Friday 30 October 2009

poverty motivates

[pic-fotosearch.com]
Did you know that, back in the old days of the 19th century, people were quite fired up about stuff.
They were enthused by democracy, technology, war, sport (like bareknuckle boxing).

They didn't have all the social democratic benefits that we take for granted like free health care, universal education, pensions, voting etc.

But, they were sensitive people. When photography was invented, one of the first things that was captured for posterity was
POVERTY.
[pic- by Jacob Riis]
[pic-by Jacob Riis]
[pic- hiddenlives.org]

Rich and less-so alike were so disgusted by the wretchedness of the poverty they had seen for the first time, that they were moved to action.
Their previous ignorance of the problem was truly an excuse. (It isn't any more, though)

So, they used their basic education, and their desire for fairness and democracy and scared the livin' bejesus out of the rich gentry and industrialists.

It's odd, but, they were so nutso at certain times that they were clamouring for war. People were greatly moved by righteousness, sometimes wrongly (wrongteousness?), to demand that they themselves be sacrificed in warfare; to save the empire, even!
One example was the Boer War in 1901, all the way in Southern Africa.
David Lloyd George of the Liberal party, who was arguing against it, barely escaped a lynching in Birmingham's town hall. (and now they talk about gang violence)
[pic- Lloyd George. Britishempire.co.uk]

The people were restless, Marxism was a utopian idea on the rise. Anarchists were fomenting rebellion, particularly in East London.
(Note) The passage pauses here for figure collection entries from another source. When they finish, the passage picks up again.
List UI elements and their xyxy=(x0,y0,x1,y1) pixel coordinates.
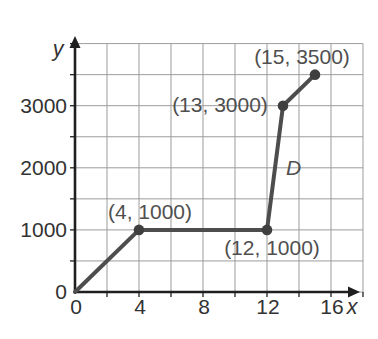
point-label: (13, 3000) xyxy=(172,93,268,116)
x-tick-label: 8 xyxy=(198,295,210,318)
y-axis-label: y xyxy=(51,37,65,61)
line-chart: 04812160100020003000yx(4, 1000)(12, 1000… xyxy=(0,0,378,339)
y-axis-arrow-icon xyxy=(70,36,81,48)
point-label: (15, 3500) xyxy=(254,45,350,68)
x-tick-label: 16 xyxy=(320,295,343,318)
y-tick-label: 3000 xyxy=(20,94,67,117)
data-point xyxy=(310,69,321,80)
data-point xyxy=(134,225,145,236)
point-label: (12, 1000) xyxy=(224,236,320,259)
x-axis-label: x xyxy=(346,295,359,319)
segment-label: D xyxy=(286,156,301,179)
x-tick-label: 0 xyxy=(70,295,82,318)
x-tick-label: 12 xyxy=(256,295,279,318)
y-tick-label: 2000 xyxy=(20,156,67,179)
data-point xyxy=(278,100,289,111)
x-tick-label: 4 xyxy=(134,295,146,318)
point-label: (4, 1000) xyxy=(108,200,192,223)
chart-figure: 04812160100020003000yx(4, 1000)(12, 1000… xyxy=(0,0,378,339)
y-tick-label: 0 xyxy=(55,280,67,303)
y-tick-label: 1000 xyxy=(20,218,67,241)
data-point xyxy=(262,225,273,236)
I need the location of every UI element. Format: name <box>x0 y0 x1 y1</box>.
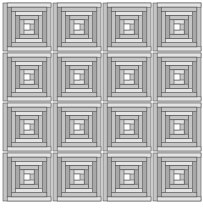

So, spying was rife, but that was not a solution.

The government had to give the people a greater voice in government. They also had to give them what they were looking for: social democracy. This sharing of the wealth was a brilliant idea.
By 1910,
Britain had started taxing the rich,
controlling the House of Lords,
and were soon to give women the vote.
But they were just inches ahead of the maddening crowd
of the great unwashed,
pushing for more freedoms and rights.
They all gave us the things we now take for granted. From then on, as long as capitalists (the Crash) and militarists (the Wars) were kept in check, we had ever-improving times. The (white-collar) middle class ballooned in size.

What's up with today's people? We've stopped fighting and stopped caring while our world is crashing down around our ears.
The net and tv constantly show us starving people at home and overseas; refugees risking their lives in dinghies trying to get to the West, because our capitalists have bankrupted their countries and they have nothing to eat. Asylum-seekers are leaving countries were our soldiers are wreaking genocidal havoc, like Afghanistan and Iraq. Still we are unmoved. We don't want to share our ill-gotten plenty.
What?
You want Youtube videos to remind you?
Asylum-seekers are treated like criminals. We bar entry. We send ships back.
We send officials to Africa to push the migrants further back toward their barren homes.
We waste more than enough food to feed them, even if they didn't work, though they do work... for us.

Today, governments are taking away our rights and
we're so afraid of the consequences that we say nothing.
Our ancestors truly suffered and fought, and yet we are
soft and weak, jaded
and yet trusting that all will be well.
I guess we will need abject poverty to once again push us
to demand stuff: the things we once had.